In the standard VTR Flow (Fig. 4), Parmys converts a Verilog Hardware Destription Language (HDL) design into a flattened netlist consisting of logic gates, flip-flops, and blackboxes representing heterogeneous blocks (e.g. adders, multipliers, RAM slices).

Next, the ABC synthesis package is used to perform technology-independent logic optimization, and technology-maps the circuit into LUTs [CCMB07, PHMB07, SG]. The output of ABC is a .blif format netlist of LUTs, flip flops, and blackboxes.

VPR then packs this netlist into more coarse-grained logic blocks, places and then routes the circuit [BR97a, Bet98, BR96a, BR96b, BR97b, BR00, BRM99, MBR99, MBR00]. Generating output files for each stage. VPR will analyze the resulting implementation, producing various statistics such as the minimum number of tracks per channel required to successfully route, the total wirelength, circuit speed, area and power. VPR can also produce a post-implementation netlist for simulation and formal verification.

CAD Flow Variations

Titan CAD Flow

The Titan CAD Flow [KTK23, MWL+13, MWL+15] interfaces Intel’s Quartus tool with VPR. This allows designs requiring industrial strength language coverage and IP to be brought into VPR.

Other CAD Flow Variants

Many other CAD flow variations are possible.

For instance, it is possible to use other logic synthesis tools like Yosys [Wol] to generate the design netlist. One could also use logic optimizers and technology mappers other than ABC; just put the output netlist from your technology-mapper into .blif format and pass it into VPR.

It is also possible to use tools other than VPR to perform the different stages of the implementation.

For example, if the logic block you are interested in is not supported by VPR, your CAD flow can bypass VPR’s packer by outputting a netlist of logic blocks in .net format. VPR can place and route netlists of any type of logic block – you simply have to create the netlist and describe the logic block in the FPGA architecture description file.

Similarly, if you want only to route a placement produced by another CAD tool you can create a .place file, and have VPR route this pre-existing placement.

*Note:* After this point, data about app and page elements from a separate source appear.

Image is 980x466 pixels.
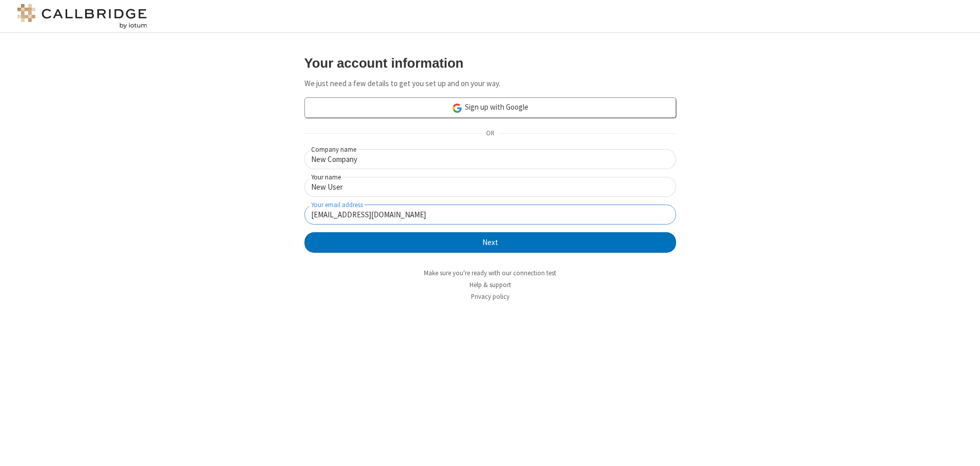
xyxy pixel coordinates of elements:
[305,98,676,118] a: Sign up with Google
[305,233,676,253] button: Next
[16,4,149,28] img: logo@2x.png
[305,204,676,224] input: Your email address
[471,292,510,301] a: Privacy policy
[452,102,463,114] img: google-icon.png
[482,127,498,141] span: OR
[305,177,676,197] input: Your name
[305,56,676,70] h3: Your account information
[470,280,511,289] a: Help & support
[424,268,557,277] a: Make sure you're ready with our connection test
[305,78,676,89] p: We just need a few details to get you set up and on your way.
[305,150,676,169] input: Company name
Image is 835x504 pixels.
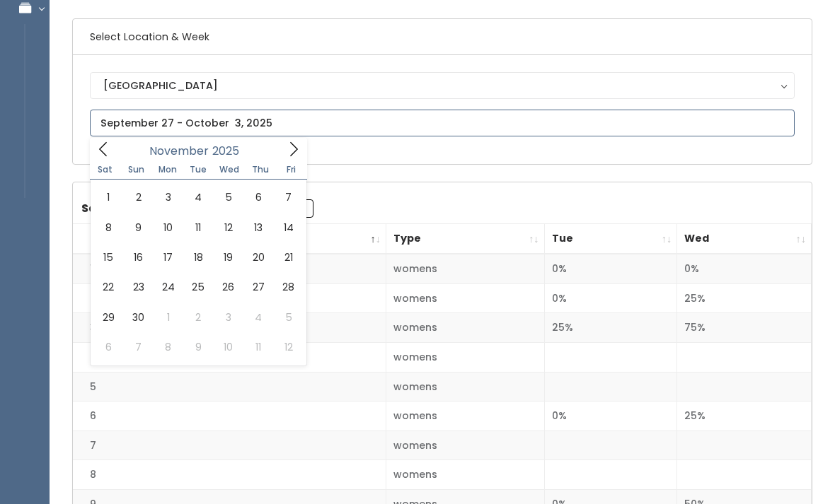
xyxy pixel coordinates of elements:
[183,166,214,174] span: Tue
[276,166,307,174] span: Fri
[677,313,811,343] td: 75%
[183,183,213,212] span: November 4, 2025
[214,303,243,332] span: December 3, 2025
[214,242,243,273] span: November 19, 2025
[677,254,811,284] td: 0%
[243,303,273,332] span: December 4, 2025
[214,166,245,174] span: Wed
[544,284,677,313] td: 0%
[73,284,386,313] td: 2
[123,213,153,242] span: November 9, 2025
[386,284,545,313] td: womens
[677,401,811,432] td: 25%
[73,460,386,491] td: 8
[209,142,251,160] input: Year
[273,273,303,302] span: November 28, 2025
[153,242,183,273] span: November 17, 2025
[243,273,273,302] span: November 27, 2025
[273,213,303,242] span: November 14, 2025
[386,460,545,491] td: womens
[73,431,386,460] td: 7
[273,332,303,362] span: December 12, 2025
[214,273,243,302] span: November 26, 2025
[677,284,811,313] td: 25%
[243,242,273,273] span: November 20, 2025
[153,332,183,362] span: December 8, 2025
[214,183,243,212] span: November 5, 2025
[153,213,183,242] span: November 10, 2025
[273,183,303,212] span: November 7, 2025
[123,303,153,332] span: November 30, 2025
[386,313,545,343] td: womens
[153,303,183,332] span: December 1, 2025
[93,332,123,362] span: December 6, 2025
[73,372,386,401] td: 5
[123,273,153,302] span: November 23, 2025
[90,72,795,99] button: [GEOGRAPHIC_DATA]
[273,242,303,273] span: November 21, 2025
[93,303,123,332] span: November 29, 2025
[90,109,795,136] input: September 27 - October 3, 2025
[386,401,545,432] td: womens
[93,183,123,212] span: November 1, 2025
[243,183,273,212] span: November 6, 2025
[73,313,386,343] td: 3
[243,332,273,362] span: December 11, 2025
[544,401,677,432] td: 0%
[121,166,152,174] span: Sun
[123,242,153,273] span: November 16, 2025
[183,273,213,302] span: November 25, 2025
[90,166,121,174] span: Sat
[152,166,183,174] span: Mon
[386,224,545,255] th: Type: activate to sort column ascending
[544,313,677,343] td: 25%
[183,242,213,273] span: November 18, 2025
[677,224,811,255] th: Wed: activate to sort column ascending
[104,77,781,93] div: [GEOGRAPHIC_DATA]
[386,431,545,460] td: womens
[123,183,153,212] span: November 2, 2025
[386,254,545,284] td: womens
[73,343,386,373] td: 4
[245,166,276,174] span: Thu
[544,224,677,255] th: Tue: activate to sort column ascending
[149,146,209,157] span: November
[93,273,123,302] span: November 22, 2025
[153,183,183,212] span: November 3, 2025
[123,332,153,362] span: December 7, 2025
[214,213,243,242] span: November 12, 2025
[386,372,545,401] td: womens
[544,254,677,284] td: 0%
[183,332,213,362] span: December 9, 2025
[93,242,123,273] span: November 15, 2025
[386,343,545,373] td: womens
[243,213,273,242] span: November 13, 2025
[183,213,213,242] span: November 11, 2025
[73,224,386,255] th: Booth Number: activate to sort column descending
[153,273,183,302] span: November 24, 2025
[273,303,303,332] span: December 5, 2025
[73,19,811,56] h6: Select Location & Week
[73,401,386,432] td: 6
[214,332,243,362] span: December 10, 2025
[82,199,313,218] label: Search:
[183,303,213,332] span: December 2, 2025
[73,254,386,284] td: 1
[93,213,123,242] span: November 8, 2025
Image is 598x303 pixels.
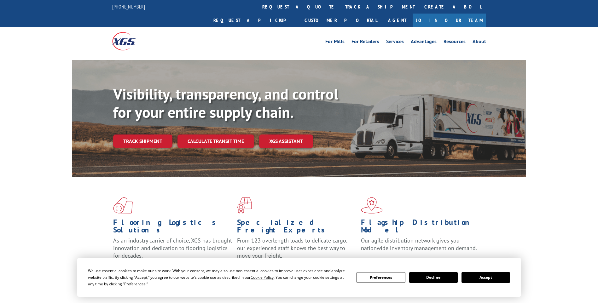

If you only need to analyze an implementation produced by another tool, you can create a .route file, and have VPR analyze the implementation, to produce area/delay/power results.

Finally, if your routing architecture is not supported by VPR’s architecture generator, you can describe your routing architecture in an rr_graph.xml file, which can be loaded directly into VPR.

Bitstream Generation

The technology mapped netlist and packing/placement/routing results produced by VPR contain the information needed to generate a device programming bitstreams.

VTR focuses on the core physical design optimization tools and evaluation capabilities for new architectures and does not directly support generating device programming bitstreams. Bitstream generators can either ingest the implementation files directly or make use of VTR utilities to emit FASM.